(310f) Molecular Dynamics Simulations of Plasma-Surface Interactions: Nanoscale Feature Etching on a Silicon Substrate | AIChE

(310f) Molecular Dynamics Simulations of Plasma-Surface Interactions: Nanoscale Feature Etching on a Silicon Substrate

Authors 


Classical
molecular dynamics (MD) simulations have been employed to model the fabrication
of very small ( < 5 nm ) features in silicon. As scale-down continues in the
semiconductor and other thin-film device industries, fundamental understanding
of etch mechanisms at these smaller scales is becoming increasingly important
for process design and control.  In our MD approach, confined beams of ions and
radicals have been used to approximate a perfect masking layer, using either
cylindrical (hole) or rectangular (trench) geometries with a nominal
confinement size of ~2 nm.  Bombarding species (chosen from typical plasma
processing gases) include Ar+ and CFx+ ions,
as well as F and CFx radicals.
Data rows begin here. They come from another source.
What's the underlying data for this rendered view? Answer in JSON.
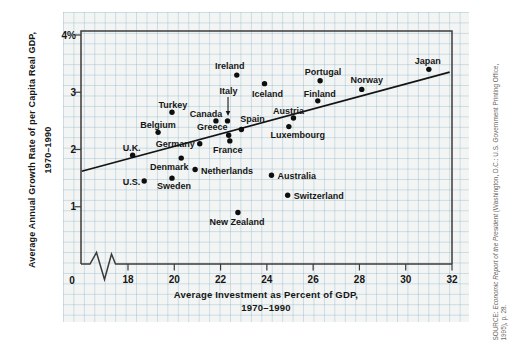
{
  "colors": {
    "ink": "#161616",
    "frame": "#3b3b3b",
    "paper": "#f2f5f3",
    "grid_line": "#b9cfdc",
    "trend_line": "#141414",
    "source_text": "#6b6662"
  },
  "y_axis_title": {
    "line1": "Average Annual Growth Rate of per Capita Real GDP,",
    "line2": "1970–1990"
  },
  "x_axis_title": {
    "line1": "Average Investment as Percent of GDP,",
    "line2": "1970–1990"
  },
  "source": {
    "prefix": "SOURCE: ",
    "title": "Economic Report of the President",
    "suffix": " (Washington, D.C.: U.S. Government Printing Office,",
    "line2": "1995), p. 28."
  },
  "chart_data": {
    "type": "scatter",
    "title": "",
    "xlabel": "Average Investment as Percent of GDP, 1970–1990",
    "ylabel": "Average Annual Growth Rate of per Capita Real GDP, 1970–1990",
    "xlim": [
      16,
      32
    ],
    "ylim": [
      0,
      4
    ],
    "grid": true,
    "axis_break_on_x": true,
    "x_axis": {
      "origin_label": "0",
      "ticks": [
        {
          "label": "18",
          "value": 18
        },
        {
          "label": "20",
          "value": 20
        },
        {
          "label": "22",
          "value": 22
        },
        {
          "label": "24",
          "value": 24
        },
        {
          "label": "26",
          "value": 26
        },
        {
          "label": "28",
          "value": 28
        },
        {
          "label": "30",
          "value": 30
        },
        {
          "label": "32",
          "value": 32
        }
      ]
    },
    "y_axis": {
      "origin_label": "0",
      "ticks": [
        {
          "label": "4%",
          "value": 4
        },
        {
          "label": "3",
          "value": 3
        },
        {
          "label": "2",
          "value": 2
        },
        {
          "label": "1",
          "value": 1
        }
      ]
    },
    "trendline": {
      "x1": 16.0,
      "y1": 1.62,
      "x2": 31.9,
      "y2": 3.35
    },
    "points": [
      {
        "name": "U.K.",
        "x": 18.2,
        "y": 1.9,
        "label": {
          "dx": -1,
          "dy": -4.5,
          "anchor": "middle"
        }
      },
      {
        "name": "U.S.",
        "x": 18.7,
        "y": 1.45,
        "label": {
          "dx": -4,
          "dy": 4,
          "anchor": "end"
        }
      },
      {
        "name": "Belgium",
        "x": 19.3,
        "y": 2.3,
        "label": {
          "dx": 0,
          "dy": -4.5,
          "anchor": "middle"
        }
      },
      {
        "name": "Sweden",
        "x": 19.9,
        "y": 1.5,
        "label": {
          "dx": 2,
          "dy": 10.5,
          "anchor": "middle"
        }
      },
      {
        "name": "Turkey",
        "x": 19.9,
        "y": 2.65,
        "label": {
          "dx": 1,
          "dy": -4.5,
          "anchor": "middle"
        }
      },
      {
        "name": "Denmark",
        "x": 20.3,
        "y": 1.85,
        "label": {
          "dx": -12,
          "dy": 12,
          "anchor": "middle"
        }
      },
      {
        "name": "Netherlands",
        "x": 20.9,
        "y": 1.65,
        "label": {
          "dx": 6,
          "dy": 4,
          "anchor": "start"
        }
      },
      {
        "name": "Germany",
        "x": 21.1,
        "y": 2.1,
        "label": {
          "dx": -5,
          "dy": 3,
          "anchor": "end"
        }
      },
      {
        "name": "Canada",
        "x": 21.8,
        "y": 2.5,
        "label": {
          "dx": -10,
          "dy": -4,
          "anchor": "middle"
        }
      },
      {
        "name": "Greece",
        "x": 22.35,
        "y": 2.25,
        "label": {
          "dx": -16.5,
          "dy": -5,
          "anchor": "middle"
        }
      },
      {
        "name": "France",
        "x": 22.4,
        "y": 2.15,
        "label": {
          "dx": -2,
          "dy": 12.5,
          "anchor": "middle"
        }
      },
      {
        "name": "Italy",
        "x": 22.3,
        "y": 2.5,
        "label": {
          "dx": 1,
          "dy": -27,
          "anchor": "middle"
        },
        "arrow": true
      },
      {
        "name": "Ireland",
        "x": 22.7,
        "y": 3.3,
        "label": {
          "dx": -7,
          "dy": -6.5,
          "anchor": "middle"
        }
      },
      {
        "name": "Spain",
        "x": 22.9,
        "y": 2.35,
        "label": {
          "dx": 11,
          "dy": -7,
          "anchor": "middle"
        }
      },
      {
        "name": "New Zealand",
        "x": 22.75,
        "y": 0.9,
        "label": {
          "dx": -1,
          "dy": 12.5,
          "anchor": "middle"
        }
      },
      {
        "name": "Iceland",
        "x": 23.9,
        "y": 3.15,
        "label": {
          "dx": 3,
          "dy": 13.5,
          "anchor": "middle"
        }
      },
      {
        "name": "Australia",
        "x": 24.2,
        "y": 1.55,
        "label": {
          "dx": 6,
          "dy": 4,
          "anchor": "start"
        }
      },
      {
        "name": "Luxembourg",
        "x": 24.95,
        "y": 2.4,
        "label": {
          "dx": 9,
          "dy": 11,
          "anchor": "middle"
        }
      },
      {
        "name": "Austria",
        "x": 25.15,
        "y": 2.55,
        "label": {
          "dx": -5,
          "dy": -4,
          "anchor": "middle"
        }
      },
      {
        "name": "Switzerland",
        "x": 24.9,
        "y": 1.2,
        "label": {
          "dx": 6,
          "dy": 4,
          "anchor": "start"
        }
      },
      {
        "name": "Portugal",
        "x": 26.3,
        "y": 3.2,
        "label": {
          "dx": 3,
          "dy": -5.5,
          "anchor": "middle"
        }
      },
      {
        "name": "Finland",
        "x": 26.2,
        "y": 2.85,
        "label": {
          "dx": 2,
          "dy": -4,
          "anchor": "middle"
        }
      },
      {
        "name": "Norway",
        "x": 28.1,
        "y": 3.05,
        "label": {
          "dx": 5,
          "dy": -6,
          "anchor": "middle"
        }
      },
      {
        "name": "Japan",
        "x": 31.0,
        "y": 3.4,
        "label": {
          "dx": -1,
          "dy": -5,
          "anchor": "middle"
        }
      }
    ]
  }
}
The nano-feature evolution is tracked
over several thousand impacts, allowing direct examination of the etch process
as a function of ion/radical fluence. By varying the ratios of the incoming
species, various physical and chemical contributions can be examined and their
corresponding roles in the etch process and sidewall formation can be studied. 
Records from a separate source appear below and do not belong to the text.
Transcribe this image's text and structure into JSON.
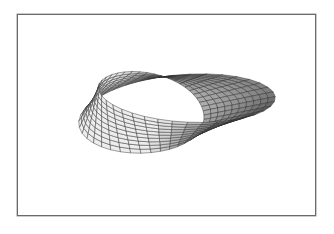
{
  "figure": {
    "frame": {
      "left": 17,
      "top": 14,
      "right": 316,
      "bottom": 216,
      "border_color": "#6a6a6a"
    },
    "surface": {
      "name": "mobius-strip",
      "center_x": 165,
      "center_y": 106,
      "radius_x": 62,
      "radius_y": 33,
      "half_width": 28,
      "tilt": 0.45,
      "u_steps": 40,
      "v_steps": 10,
      "grid_color": "#2a2a2a",
      "shade_light": "#e8e8e8",
      "shade_dark": "#6e6e6e"
    }
  }
}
For example, we show that ion bombardment alone is sufficient to create a dense,
mixed damaged/passivation layer along the sidewalls of the feature being etched
that is ~1 nm thick.  However, for some bombarding chemistries, radical
deposition along the feature also plays an important role in determining the
final sidewall composition and subsequent etch characteristics. We elucidate
which mechanisms are most critical under the various conditions studied.  Additional
simulations have been carried out to examine the effects of an explicit masking
layer (i.e. amorphous carbon deposited on top of the silicon) on both the final
geometry of the feature and to overall feature size limitations. For example,
ions impinging on the masking layer's sidewalls can lead to sputtering of the
masking material into the feature, where it mixes into the substrate layer
during subsequent bombardment, changing the effective etch rate.  Further, the
mask can collapse at the very small length scales examined, limiting the transport
of radicals and ions to the substrate material.  Mask erosion under certain
chemistries can lead to loss of critical dimension control or mask impurity
incorporation into the substrate. Future developments to capture more realistic
phenomena (such as surface charging effects, longer-than-MD-timescale diffusion
effects, etc.) are also discussed, including the parallelization of the code to
allow for atomistic simulation of larger scale features.